While classifying a standalone tweet, the context is left empty. The Hindi corpus used to train
XLM-Roberta is in Devanagari script, while there is only a small portion of the corpus which
is in Romanised form. With the hypothesis that the performance of model will improve if the
Hindi tokens are in Devanagari script, we used CSNLI tool 13 to convert the Romanised tokens
to Devanagari script. However, this normalisation only had a marginal impact on the final
performance of the model. We used Huggingface’s Trainer API to train the XLM-R model, and
the hyperparameters were chosen using the hyperparameter search functionality ofered by
Trainer API.
        </p>
      </sec>
      <sec id="sec-4-4">
        <title>4.3. Experiments</title>
        <p>A
B
A
B
A
2</p>
        <p>XLM-R + CNN</p>
        <p>Ensemble
XLM-R + CNN + Sentiment Scores</p>
        <p>XLM-R + CNN + Weighted loss</p>
        <p>Ensemble</p>
        <p>MuRIL</p>
        <p>XLM-R Base</p>
        <p>XLM-R + CNN
MiniLM with Focal Loss</p>
        <p>XLM-R Base</p>
        <p>Ensemble</p>
        <p>
          XLM-R + CNN
XLM-R without norm
XLM-R with norm
We used Huggingface Transformers [
          <xref ref-type="bibr" rid="ref20">28</xref>
          ] library for implementing the classifiers. For hyper
parameter tuning we use Optuna Framework 14 library. Exploring multiple architectures
simultaneously, we also tried ensembling an odd number of models following a majority rule based
selection. For the English Subtask 1 we also did ensembling with averaged softmax probabilities.

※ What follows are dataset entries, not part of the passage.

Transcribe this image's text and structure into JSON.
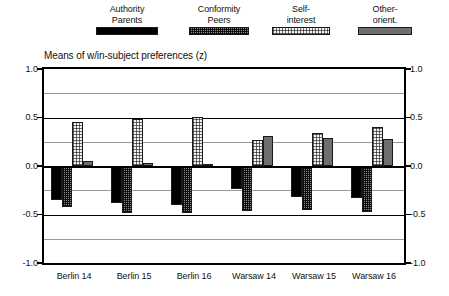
{
  "legend": {
    "items": [
      {
        "line1": "Authority",
        "line2": "Parents",
        "swatch": "parents-swatch",
        "color": "#000000"
      },
      {
        "line1": "Conformity",
        "line2": "Peers",
        "swatch": "peers-swatch",
        "color": "#8a8a8a"
      },
      {
        "line1": "Self-",
        "line2": "interest",
        "swatch": "self-swatch",
        "color": "#f2f2f2"
      },
      {
        "line1": "Other-",
        "line2": "orient.",
        "swatch": "other-swatch",
        "color": "#6e6e6e"
      }
    ]
  },
  "chart_data": {
    "type": "bar",
    "title": "Means of w/in-subject preferences (z)",
    "xlabel": "",
    "ylabel": "",
    "ylim": [
      -1.0,
      1.0
    ],
    "grid": true,
    "legend_position": "top",
    "y_ticks": [
      "1.0",
      "0.5",
      "0.0",
      "-0.5",
      "-1.0"
    ],
    "y_tick_values": [
      1.0,
      0.5,
      0.0,
      -0.5,
      -1.0
    ],
    "y_minor_values": [
      0.75,
      0.25,
      -0.25,
      -0.75
    ],
    "categories": [
      "Berlin 14",
      "Berlin 15",
      "Berlin 16",
      "Warsaw 14",
      "Warsaw 15",
      "Warsaw 16"
    ],
    "series": [
      {
        "name": "Authority Parents",
        "key": "parents",
        "values": [
          -0.35,
          -0.38,
          -0.4,
          -0.24,
          -0.32,
          -0.33
        ]
      },
      {
        "name": "Conformity Peers",
        "key": "peers",
        "values": [
          -0.42,
          -0.48,
          -0.48,
          -0.46,
          -0.45,
          -0.47
        ]
      },
      {
        "name": "Self-interest",
        "key": "self",
        "values": [
          0.45,
          0.48,
          0.51,
          0.27,
          0.34,
          0.4
        ]
      },
      {
        "name": "Other-orient.",
        "key": "other",
        "values": [
          0.05,
          0.03,
          0.02,
          0.31,
          0.29,
          0.28
        ]
      }
    ]
  }
}
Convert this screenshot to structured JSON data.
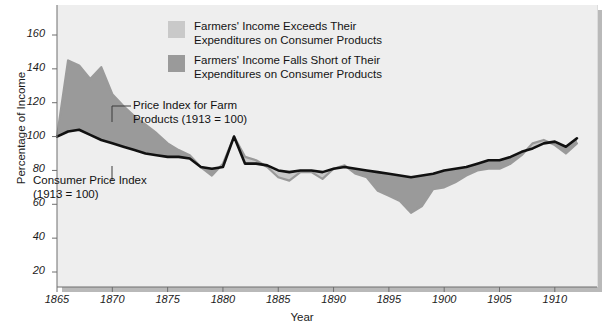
{
  "chart_data": {
    "type": "area",
    "title": "",
    "xlabel": "Year",
    "ylabel": "Percentage of Income",
    "xlim": [
      1865,
      1913
    ],
    "ylim": [
      10,
      168
    ],
    "grid": false,
    "legend_position": "top-center",
    "x": [
      1865,
      1866,
      1867,
      1868,
      1869,
      1870,
      1871,
      1872,
      1873,
      1874,
      1875,
      1876,
      1877,
      1878,
      1879,
      1880,
      1881,
      1882,
      1883,
      1884,
      1885,
      1886,
      1887,
      1888,
      1889,
      1890,
      1891,
      1892,
      1893,
      1894,
      1895,
      1896,
      1897,
      1898,
      1899,
      1900,
      1901,
      1902,
      1903,
      1904,
      1905,
      1906,
      1907,
      1908,
      1909,
      1910,
      1911,
      1912
    ],
    "series": [
      {
        "name": "Price Index for Farm Products (1913 = 100)",
        "color": "#9a9a9a",
        "values": [
          100,
          145,
          142,
          134,
          141,
          125,
          118,
          112,
          107,
          102,
          96,
          92,
          89,
          82,
          77,
          84,
          100,
          88,
          86,
          82,
          76,
          74,
          79,
          79,
          75,
          81,
          83,
          78,
          76,
          68,
          65,
          62,
          55,
          59,
          69,
          70,
          73,
          77,
          80,
          81,
          81,
          84,
          89,
          96,
          98,
          95,
          90,
          96
        ]
      },
      {
        "name": "Consumer Price Index (1913 = 100)",
        "color": "#111111",
        "values": [
          100,
          103,
          104,
          101,
          98,
          96,
          94,
          92,
          90,
          89,
          88,
          88,
          87,
          82,
          81,
          82,
          100,
          84,
          84,
          83,
          80,
          79,
          80,
          80,
          79,
          81,
          82,
          81,
          80,
          79,
          78,
          77,
          76,
          77,
          78,
          80,
          81,
          82,
          84,
          86,
          86,
          88,
          91,
          93,
          96,
          97,
          94,
          99
        ]
      }
    ],
    "fills": [
      {
        "name": "Farmers' Income Exceeds Their Expenditures on Consumer Products",
        "color": "#c9c9c9",
        "meaning": "farm price index above consumer price index"
      },
      {
        "name": "Farmers' Income Falls Short of Their Expenditures on Consumer Products",
        "color": "#9a9a9a",
        "meaning": "farm price index below consumer price index"
      }
    ],
    "yticks": [
      20,
      40,
      60,
      80,
      100,
      120,
      140,
      160
    ],
    "xticks": [
      1865,
      1870,
      1875,
      1880,
      1885,
      1890,
      1895,
      1900,
      1905,
      1910
    ],
    "annotations": [
      {
        "id": "farm",
        "lines": [
          "Price Index for Farm",
          "Products (1913 = 100)"
        ]
      },
      {
        "id": "cpi",
        "lines": [
          "Consumer Price Index",
          "(1913 = 100)"
        ]
      }
    ]
  },
  "legend": {
    "items": [
      {
        "color": "#c9c9c9",
        "line1": "Farmers' Income Exceeds Their",
        "line2": "Expenditures on Consumer Products"
      },
      {
        "color": "#9a9a9a",
        "line1": "Farmers' Income Falls Short of Their",
        "line2": "Expenditures on Consumer Products"
      }
    ]
  },
  "annotations": {
    "farm": {
      "line1": "Price Index for Farm",
      "line2": "Products (1913 = 100)"
    },
    "cpi": {
      "line1": "Consumer Price Index",
      "line2": "(1913 = 100)"
    }
  },
  "axes": {
    "ylabel": "Percentage of Income",
    "xlabel": "Year",
    "yticks": [
      "160",
      "140",
      "120",
      "100",
      "80",
      "60",
      "40",
      "20"
    ],
    "xticks": [
      "1865",
      "1870",
      "1875",
      "1880",
      "1885",
      "1890",
      "1895",
      "1900",
      "1905",
      "1910"
    ]
  }
}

However, the increase in complexity of the classification pipeline did not necessarily improve
performance scores, considering the size and the distribution of the dataset for Hindi and
Marathi but helped in English. Table 2 captures the Accuracies and F1 scores (corresponding to
submissions made on the leaderboard) of all our models for each of the subtasks.

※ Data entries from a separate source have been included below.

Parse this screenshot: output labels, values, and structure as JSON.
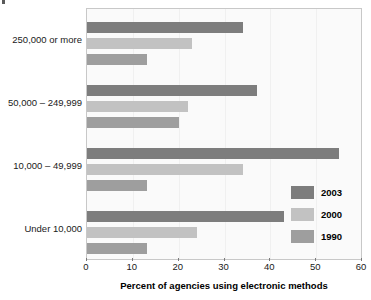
{
  "chart_data": {
    "type": "bar",
    "orientation": "horizontal",
    "title": "",
    "xlabel": "Percent of agencies using electronic methods",
    "ylabel": "",
    "xlim": [
      0,
      60
    ],
    "xticks": [
      0,
      10,
      20,
      30,
      40,
      50,
      60
    ],
    "grid": true,
    "legend_position": "inside-bottom-right",
    "categories": [
      "250,000 or more",
      "50,000 – 249,999",
      "10,000 – 49,999",
      "Under 10,000"
    ],
    "series": [
      {
        "name": "2003",
        "color": "#7d7d7d",
        "values": [
          34,
          37,
          55,
          43
        ]
      },
      {
        "name": "2000",
        "color": "#c2c2c2",
        "values": [
          23,
          22,
          34,
          24
        ]
      },
      {
        "name": "1990",
        "color": "#9e9e9e",
        "values": [
          13,
          20,
          13,
          13
        ]
      }
    ]
  },
  "axis": {
    "tick_labels": [
      "0",
      "10",
      "20",
      "30",
      "40",
      "50",
      "60"
    ],
    "title": "Percent of agencies using electronic methods"
  },
  "legend": {
    "items": [
      {
        "label": "2003",
        "color": "#7d7d7d"
      },
      {
        "label": "2000",
        "color": "#c2c2c2"
      },
      {
        "label": "1990",
        "color": "#9e9e9e"
      }
    ]
  }
}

13https://github.com/irshadbhat/csnli
14https://optuna.org/
        </p>
      </sec>
    </sec>
    <sec id="sec-5">
      <title>5. Conclusion</title>
      <p>In this paper, we presented our approaches for Hate Speech detection on Indian Languages
and code mix between Hindi-English using multilingual transformer based encoder models.

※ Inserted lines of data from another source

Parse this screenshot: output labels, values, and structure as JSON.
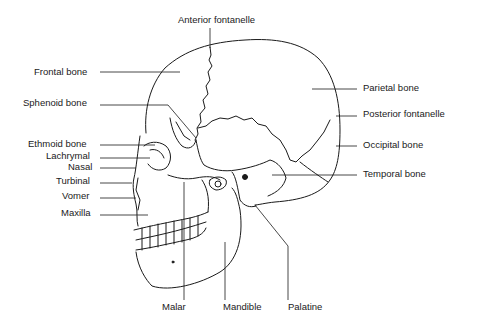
{
  "diagram": {
    "labels": {
      "top": [
        "Anterior fontanelle"
      ],
      "left": [
        "Frontal bone",
        "Sphenoid bone",
        "Ethmoid bone",
        "Lachrymal",
        "Nasal",
        "Turbinal",
        "Vomer",
        "Maxilla"
      ],
      "right": [
        "Parietal bone",
        "Posterior fontanelle",
        "Occipital bone",
        "Temporal bone"
      ],
      "bottom": [
        "Malar",
        "Mandible",
        "Palatine"
      ]
    }
  }
}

Although, in this work we have employed diferent models to address individual language
specific subtasks, a multi-task single model based approach, which performs well across all
the language pairs, would be an interesting challenge, which we wish to explore as a future
work. In addition to this, as part of future work, we would like to improve the performance by
carrying out an additional step of domain adaptive pre-training of the encoder models, and an
eficient ensemble of multilingual encoder models.</p>
    </sec>
    <sec id="sec-6">
      <title>Acknowledgments</title>
      <p>We would like to thank the organisers of HASOC’21 Shared task for addressing a crucial problem
of hate speech in Indian languages by releasing data resources, and for the smooth conduct of
the competition. We would also like to specially thank all members of our research lab, PreCog,
for the constructive suggestions during the whole process.